Unfortunately, that thread misses the core of the problem. The real world is homeomorphic to a sphere and all places on the globe are pairwise effectively equivalent. If one has that, then any approximation should be good enough, no matter how distorted the globe becomes. In a strategy game, only the graph truly matters.
Therefore, what I think I want are simple finite vertex-transitive planar graphs. It seems to me that any graph that can be embedded in the surface of a 2-sphere can be embedded in a plane, so focusing on planar graphs seems to make my problem easier. Unfortunately, I have some other goals that aren't as easy to define, such as being able to generate a graph for any given number of vertices, and being able to imagine the vertices distributed roughly evenly over the surface of a sphere with edges connecting nearby vertices. Unfortunately I have no precise way to express that second goal, but I imagine it could be captured by some upper bound on the diameter of the graph. At least I know that I prefer small diameter graphs over large diameter graphs.

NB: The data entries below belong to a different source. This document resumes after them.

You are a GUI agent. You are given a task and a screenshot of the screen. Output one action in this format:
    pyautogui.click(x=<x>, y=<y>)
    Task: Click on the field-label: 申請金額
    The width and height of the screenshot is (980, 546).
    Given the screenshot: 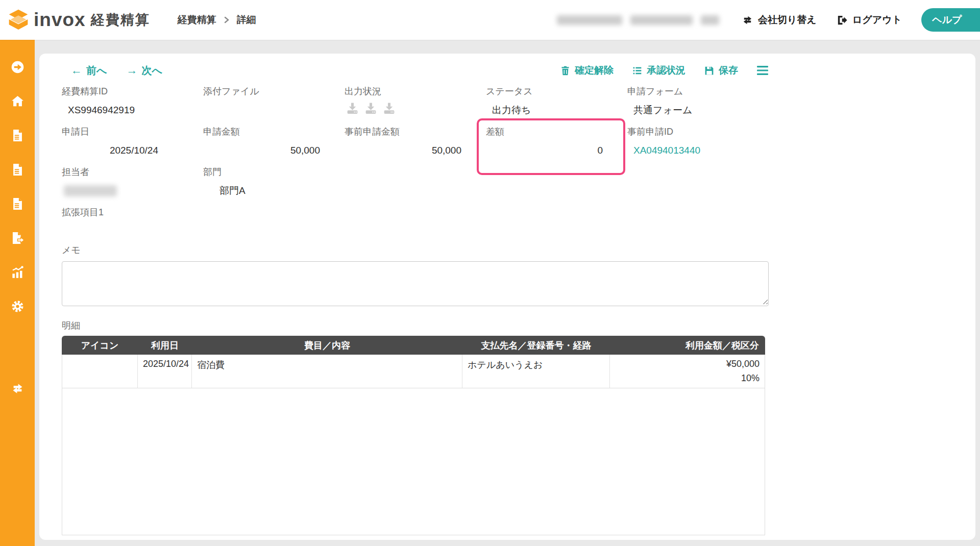 What is the action you would take?
    pyautogui.click(x=274, y=132)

Here is an excellent article I found: https://eudml.org/doc/29561
It only deals with degrees 4 and 5, but I find it hard to imagine how it could be much easier for other degrees. There is only one way to create finite vertex-transitive planar graphs of arbitrary size in that article, and it is effectively lining up vertices along two parallels and connecting them with triangles spanning the equator. Graphs like that would have diameter proportional to the number of vertices and wouldn't cover a sphere well.
The article also supplies many other graphs, but each one seems to be individual, with no apparent pattern and so unless I am missing something each would need to be treated as a special case when finding a visually appropriate planar embedding. The planar embedding provided in the article are not appropriate because they are roughly circular instead of allowing vertices on the left side to connect to vertices on the right as one expects in most map projections such as those found in an atlas.
So what I would really like is an algorithm with parameter $n$ that produces a planar embedding of some simple vertex-transitive small-diameter graph with $n$ vertices, where $n$ is allowed to be many possible numbers, and where the embedding is suggestive of a map projection in an atlas.
In addition to that, there are some smaller problems that would surely be useful toward the greater goal:
- What is the smallest possible diameter for vertex-transitive planar graphs with $n$ vertices? Or what is the largest diameter known to be smaller than the smallest possible diameter?
- Given $n$, how can one construct a vertex-transitive planar graph with $n$ vertices that has approximately the smallest possible diameter?
- Assuming there is no answer for the second question, how could one construct a list of all finite vertex-transitive planar graphs for the purpose of searching for graphs with desired properties?